Wednesday, May 14, 2008

Robert Rauschenberg, 1925 - 2008

Rauschenberg was one of my heroes. His playful art coupled whimsy with heart.

"There is no reason not to consider the world as one gigantic painting," Rauschenberg said. At MoMA one reads, "He composed First Landing Jump out of a rusted license plate, an enamel light reflector, a tire impaled by a street barrier, a man's shirt, a blue lightbulb in a can, and a black tarpaulin, as well as paint and canvas. Jasper Johns coined the term "Combine" for such works, which he described as "painting playing the game of sculpture."

In 1983 he came to my generation's attention by his design for a Talking Heads record. With Speaking in Tongues, David Byrne and partners created a great set of songs, including "Burning down the house" and "This must be the place." The design by Rauschenberg was not impressive. But that a pop art master worked with the Heads was very cool.

The Rauschenberg edition of Speaking in Tongues is still in my cabinet; thus I own a Rauschenberg. My daughter Madeline made family history by taking off the plastic wrap of a record - argh - which had been put aside as a collector's item.

In designing activities for students visiting the artspace exhibit Faces of Katrina, I employed a Rauschenberg collage technique. In fact, the hundreds of students and teachers who visited the exhibit were given the option of making what was called called a "Rauschenberg Collage." They were based on his Overseas Cultural Exchange works.

When Kathryn Usher makes cool assemblages based on detritus from the streets of Highland, she is doing Rauschenberg from the 1950's. When you sit down at your piano to play the John Cage piece, 4' 33", you are doing a piece inspired by Rauschenberg's White paintings. "The "white paintings" produced by Rauschenberg at Black Mountain in 1951, while they contain no images at all, are said to be so exceptionally blank and reflective that their surfaces respond and change in sympathy with the ambient conditions in which they are shown," says wikipedia.org.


■ **Task statement**: Of all the lines in the records below, copy only those that contain the string "swatch".

■ **Records to use**:
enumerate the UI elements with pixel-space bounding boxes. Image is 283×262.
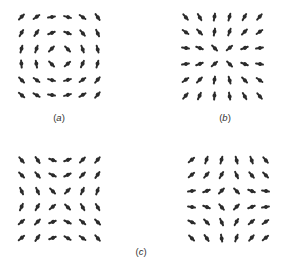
director-rod-icon — [201, 204, 210, 209]
label-c: (c) — [135, 246, 146, 257]
director-rod-icon — [19, 44, 23, 53]
director-rod-icon — [17, 13, 25, 21]
director-rod-icon — [17, 234, 25, 241]
director-rod-icon — [78, 29, 85, 37]
director-rod-icon — [62, 157, 71, 162]
director-rod-icon — [94, 186, 99, 195]
director-rod-icon — [18, 186, 24, 195]
director-rod-icon — [240, 28, 248, 36]
director-rod-icon — [203, 155, 208, 164]
director-rod-icon — [33, 218, 41, 226]
director-rod-icon — [218, 171, 224, 180]
director-rod-icon — [78, 14, 87, 21]
director-rod-icon — [34, 203, 40, 212]
director-rod-icon — [260, 205, 269, 209]
director-rod-icon — [247, 234, 254, 242]
director-rod-icon — [255, 13, 262, 21]
director-rod-icon — [34, 186, 40, 195]
director-rod-icon — [180, 46, 189, 50]
director-rod-icon — [246, 188, 255, 193]
director-rod-icon — [255, 92, 262, 100]
director-rod-icon — [226, 27, 231, 36]
director-rod-icon — [201, 188, 210, 193]
director-rod-icon — [48, 187, 56, 195]
label-a-close-paren: ) — [62, 112, 65, 123]
director-rod-icon — [255, 77, 264, 84]
director-rod-icon — [62, 30, 71, 35]
director-rod-icon — [47, 60, 55, 68]
director-rod-icon — [46, 78, 55, 82]
director-rod-icon — [218, 217, 224, 226]
director-rod-icon — [217, 187, 225, 195]
director-rod-icon — [255, 29, 264, 36]
director-rod-icon — [227, 12, 231, 21]
director-rod-icon — [227, 75, 231, 84]
director-rod-icon — [33, 44, 38, 53]
director-rod-icon — [34, 59, 38, 68]
director-rod-icon — [219, 233, 223, 242]
director-rod-icon — [17, 91, 25, 98]
director-rod-icon — [233, 218, 239, 227]
director-rod-icon — [18, 29, 24, 38]
director-rod-icon — [186, 205, 195, 209]
director-rod-icon — [46, 15, 55, 19]
director-rod-icon — [62, 172, 71, 178]
director-rod-icon — [181, 77, 190, 84]
director-rod-icon — [47, 172, 56, 178]
director-rod-icon — [187, 234, 195, 242]
director-rod-icon — [241, 92, 247, 101]
director-rod-icon — [195, 28, 203, 36]
director-rod-icon — [32, 92, 41, 98]
director-rod-icon — [210, 44, 218, 52]
director-rod-icon — [63, 235, 72, 241]
director-rod-icon — [93, 76, 100, 84]
director-rod-icon — [232, 203, 240, 211]
director-rod-icon — [94, 171, 101, 180]
director-rod-icon — [261, 156, 268, 164]
director-rod-icon — [34, 234, 41, 243]
director-rod-icon — [95, 44, 99, 53]
director-rod-icon — [94, 13, 101, 22]
director-rod-icon — [17, 171, 25, 179]
director-rod-icon — [180, 62, 189, 66]
director-rod-icon — [33, 29, 40, 38]
director-rod-icon — [93, 91, 100, 99]
director-rod-icon — [246, 204, 255, 209]
director-rod-icon — [219, 155, 223, 164]
director-rod-icon — [248, 155, 253, 164]
director-rod-icon — [63, 203, 71, 211]
director-rod-icon — [227, 91, 231, 100]
director-rod-icon — [46, 93, 55, 97]
director-rod-icon — [225, 44, 233, 51]
director-rod-icon — [63, 187, 71, 195]
director-rod-icon — [78, 171, 86, 179]
director-rod-icon — [20, 59, 23, 68]
director-rod-icon — [217, 203, 224, 211]
director-rod-icon — [62, 78, 71, 82]
director-rod-icon — [240, 76, 248, 84]
director-rod-icon — [233, 233, 238, 242]
director-rod-icon — [95, 59, 99, 68]
director-rod-icon — [93, 218, 101, 226]
director-rod-icon — [79, 44, 84, 53]
director-rod-icon — [254, 62, 263, 66]
director-rod-icon — [202, 218, 210, 226]
label-b-close-paren: ) — [228, 112, 231, 123]
label-b: (b) — [219, 112, 231, 123]
director-rod-icon — [247, 171, 254, 179]
director-rod-icon — [194, 61, 203, 66]
director-rod-icon — [254, 46, 263, 50]
director-rod-icon — [93, 234, 100, 242]
director-rod-icon — [78, 218, 86, 225]
director-rod-icon — [196, 13, 202, 22]
director-rod-icon — [195, 76, 203, 84]
director-rod-icon — [203, 234, 210, 243]
director-rod-icon — [78, 77, 87, 84]
director-rod-icon — [78, 235, 87, 242]
director-rod-icon — [234, 155, 238, 164]
director-rod-icon — [47, 45, 55, 53]
director-rod-icon — [239, 45, 248, 50]
director-rod-icon — [187, 156, 195, 163]
director-rod-icon — [17, 218, 25, 225]
director-rod-icon — [63, 45, 71, 53]
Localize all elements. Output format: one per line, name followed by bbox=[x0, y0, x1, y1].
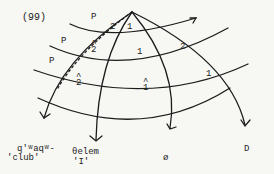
label-D: D bbox=[244, 145, 249, 154]
p-label-2: P bbox=[61, 37, 66, 46]
region-2-band1: 2 bbox=[180, 43, 185, 52]
label-I-line1: θelem bbox=[72, 148, 99, 157]
region-1-band1: 1 bbox=[137, 48, 142, 57]
label-I-line2: 'I' bbox=[73, 158, 89, 167]
arrow-4 bbox=[241, 120, 250, 126]
arrow-3 bbox=[167, 124, 176, 129]
region-2-top: 2 bbox=[110, 23, 115, 32]
label-null: ø bbox=[163, 154, 168, 163]
p-label-1: P bbox=[91, 13, 96, 22]
example-number: (99) bbox=[22, 13, 46, 22]
p-label-3: P bbox=[49, 57, 54, 66]
label-club-line2: 'club' bbox=[7, 154, 39, 163]
meridian-1 bbox=[44, 12, 132, 118]
hat-1-band2: ^ 1 bbox=[143, 80, 148, 93]
hat-2-band2: ^ 2 bbox=[76, 75, 81, 88]
hat-2-band1: ^ 2 bbox=[91, 42, 96, 55]
arc-4 bbox=[38, 88, 230, 119]
region-1-band2-right: 1 bbox=[206, 70, 211, 79]
arc-1 bbox=[70, 18, 196, 33]
region-1-top: 1 bbox=[127, 23, 132, 32]
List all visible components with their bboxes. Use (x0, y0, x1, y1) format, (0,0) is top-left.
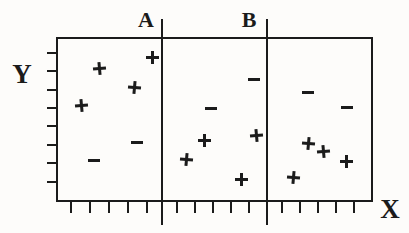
threshold-line-b (266, 19, 268, 225)
x-axis-tick (335, 202, 337, 213)
x-axis-tick (146, 202, 148, 213)
plus-mark (74, 99, 88, 113)
plus-mark (128, 81, 142, 95)
plus-mark (250, 128, 264, 142)
x-axis-tick (317, 202, 319, 213)
x-axis-tick (70, 202, 72, 213)
x-axis-tick (176, 202, 178, 213)
minus-mark (341, 106, 353, 109)
x-axis-tick (194, 202, 196, 213)
x-axis-tick (212, 202, 214, 213)
y-axis-tick (47, 181, 56, 183)
plus-mark (235, 173, 248, 186)
plus-mark (180, 152, 194, 166)
x-axis-tick (299, 202, 301, 213)
y-axis-tick (47, 89, 56, 91)
plus-mark (198, 134, 211, 147)
threshold-line-a (161, 19, 163, 225)
minus-mark (88, 159, 100, 162)
y-axis-tick (47, 162, 56, 164)
x-axis-tick (127, 202, 129, 213)
y-axis-label: Y (12, 61, 32, 88)
scatter-plot-figure: Y X A B (0, 0, 409, 233)
plus-mark (286, 170, 300, 184)
y-axis-tick (47, 52, 56, 54)
plus-mark (340, 155, 353, 168)
x-axis-tick (89, 202, 91, 213)
y-axis-tick (47, 70, 56, 72)
x-axis-tick (281, 202, 283, 213)
plus-mark (92, 62, 106, 76)
threshold-a-label: A (138, 9, 154, 31)
minus-mark (248, 78, 260, 81)
plus-mark (317, 144, 331, 158)
y-axis-tick (47, 125, 56, 127)
plus-mark (301, 136, 315, 150)
x-axis-tick (248, 202, 250, 213)
x-axis-label: X (380, 196, 400, 223)
y-axis-tick (47, 107, 56, 109)
minus-mark (205, 107, 217, 110)
plus-mark (146, 51, 159, 64)
y-axis-tick (47, 144, 56, 146)
minus-mark (302, 91, 314, 94)
x-axis-tick (230, 202, 232, 213)
x-axis-tick (108, 202, 110, 213)
threshold-b-label: B (242, 9, 257, 31)
minus-mark (131, 141, 143, 144)
x-axis-tick (353, 202, 355, 213)
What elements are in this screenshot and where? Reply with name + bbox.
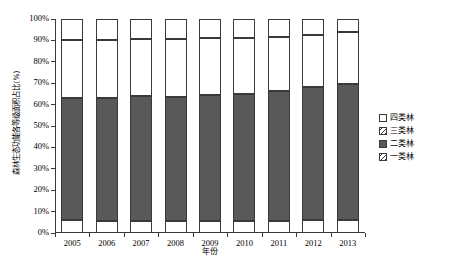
y-tick-label: 50% [33,120,49,131]
bar-segment-二类林 [165,97,187,221]
bar-segment-一类林 [302,220,324,233]
bar-2005 [61,19,83,233]
bar-segment-四类林 [268,19,290,37]
bar-segment-二类林 [268,91,290,222]
bar-2009 [199,19,221,233]
x-tick-mark [262,233,263,237]
bar-segment-四类林 [199,19,221,38]
legend-swatch-icon [379,127,387,135]
bar-segment-一类林 [199,221,221,233]
y-tick-label: 80% [33,56,49,67]
bar-2010 [233,19,255,233]
bar-segment-二类林 [61,98,83,220]
bar-segment-四类林 [61,19,83,40]
x-tick-mark [124,233,125,237]
bar-segment-二类林 [337,84,359,220]
legend-swatch-icon [379,114,387,122]
x-tick-mark [193,233,194,237]
bar-segment-一类林 [268,221,290,233]
legend-item-一类林: 一类林 [379,150,414,163]
bar-2006 [96,19,118,233]
y-tick-mark [51,104,55,105]
bar-segment-二类林 [130,96,152,221]
bar-segment-三类林 [337,32,359,84]
bar-segment-三类林 [165,39,187,97]
y-tick-mark [51,211,55,212]
bar-segment-四类林 [233,19,255,38]
bar-2007 [130,19,152,233]
bar-segment-一类林 [337,220,359,233]
legend-swatch-icon [379,140,387,148]
legend-item-二类林: 二类林 [379,137,414,150]
bar-segment-三类林 [268,37,290,91]
y-tick-mark [51,190,55,191]
y-tick-mark [51,61,55,62]
bar-segment-二类林 [96,98,118,221]
x-tick-label: 2013 [328,238,368,249]
y-tick-label: 60% [33,99,49,110]
legend-item-四类林: 四类林 [379,111,414,124]
y-tick-label: 100% [29,13,49,24]
chart-legend: 四类林三类林二类林一类林 [379,111,414,163]
bar-segment-四类林 [337,19,359,32]
x-tick-mark [158,233,159,237]
bar-segment-三类林 [61,40,83,98]
y-tick-mark [51,126,55,127]
bar-2013 [337,19,359,233]
y-tick-label: 70% [33,77,49,88]
stacked-bar-chart: 森林生态功能各等级面积占比(%) 0%10%20%30%40%50%60%70%… [0,0,458,270]
bar-segment-二类林 [199,95,221,221]
bar-segment-一类林 [61,220,83,233]
x-tick-mark [331,233,332,237]
bar-segment-三类林 [96,40,118,98]
x-tick-mark [365,233,366,237]
bar-2012 [302,19,324,233]
x-tick-mark [296,233,297,237]
x-axis-title: 年份 [155,247,265,257]
bar-2011 [268,19,290,233]
bar-segment-三类林 [233,38,255,94]
y-tick-label: 0% [38,227,49,238]
y-tick-mark [51,83,55,84]
y-tick-label: 10% [33,206,49,217]
legend-item-三类林: 三类林 [379,124,414,137]
bar-segment-四类林 [165,19,187,39]
y-tick-mark [51,19,55,20]
legend-label: 三类林 [390,125,414,136]
legend-label: 二类林 [390,138,414,149]
y-tick-mark [51,40,55,41]
bar-segment-四类林 [130,19,152,39]
bar-segment-三类林 [302,35,324,87]
x-tick-mark [227,233,228,237]
y-tick-label: 20% [33,184,49,195]
bar-segment-二类林 [233,94,255,221]
bar-segment-二类林 [302,87,324,220]
legend-label: 四类林 [390,112,414,123]
bar-segment-四类林 [302,19,324,35]
x-tick-mark [89,233,90,237]
y-tick-mark [51,168,55,169]
bar-segment-四类林 [96,19,118,40]
bar-segment-三类林 [130,39,152,96]
bar-segment-一类林 [165,221,187,233]
bar-segment-一类林 [233,221,255,233]
y-tick-label: 40% [33,141,49,152]
bar-segment-三类林 [199,38,221,95]
y-axis-title: 森林生态功能各等级面积占比(%) [12,23,21,223]
y-tick-mark [51,147,55,148]
y-tick-label: 30% [33,163,49,174]
bar-2008 [165,19,187,233]
bar-segment-一类林 [96,221,118,233]
x-tick-mark [55,233,56,237]
legend-label: 一类林 [390,151,414,162]
bar-segment-一类林 [130,221,152,233]
y-tick-label: 90% [33,34,49,45]
legend-swatch-icon [379,153,387,161]
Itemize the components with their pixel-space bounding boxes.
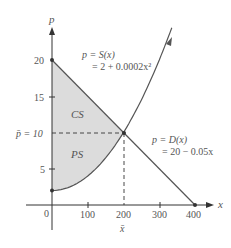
- y-tick-label-5: 5: [40, 164, 45, 175]
- surplus-chart: p x 20 15 5 0 100 200 300 400 p̄ = 10 x̄…: [0, 0, 231, 248]
- x-tick-label-300: 300: [152, 209, 167, 220]
- demand-x-intercept-point: [193, 203, 197, 207]
- x-tick-label-400: 400: [186, 209, 201, 220]
- supply-intercept-point: [50, 189, 54, 193]
- demand-label-line2: = 20 − 0.05x: [162, 146, 213, 157]
- x-axis-label: x: [217, 198, 223, 210]
- supply-label-line2: = 2 + 0.0002x²: [92, 61, 151, 72]
- x-axis-arrow-icon: [206, 202, 214, 208]
- cs-label: CS: [71, 108, 84, 120]
- x-tick-label-0: 0: [44, 208, 49, 219]
- supply-label-line1: p = S(x): [81, 49, 116, 61]
- y-tick-label-15: 15: [34, 92, 44, 103]
- demand-intercept-point: [50, 58, 54, 62]
- x-tick-label-100: 100: [80, 209, 95, 220]
- y-axis-label: p: [48, 13, 55, 25]
- demand-label-line1: p = D(x): [151, 134, 188, 146]
- x-tick-label-200: 200: [116, 209, 131, 220]
- ps-label: PS: [70, 148, 84, 160]
- surplus-region: [52, 60, 124, 191]
- equilibrium-quantity-label: x̄: [119, 223, 125, 234]
- equilibrium-price-label: p̄ = 10: [15, 128, 43, 139]
- y-axis-arrow-icon: [49, 27, 55, 35]
- y-tick-label-20: 20: [34, 55, 44, 66]
- equilibrium-point: [122, 131, 126, 135]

■ **Solved problem**:
legend-swatch-icon [379,127,387,135]
legend-swatch-icon [379,114,387,122]
legend-swatch-icon [379,140,387,148]
legend-swatch-icon [379,153,387,161]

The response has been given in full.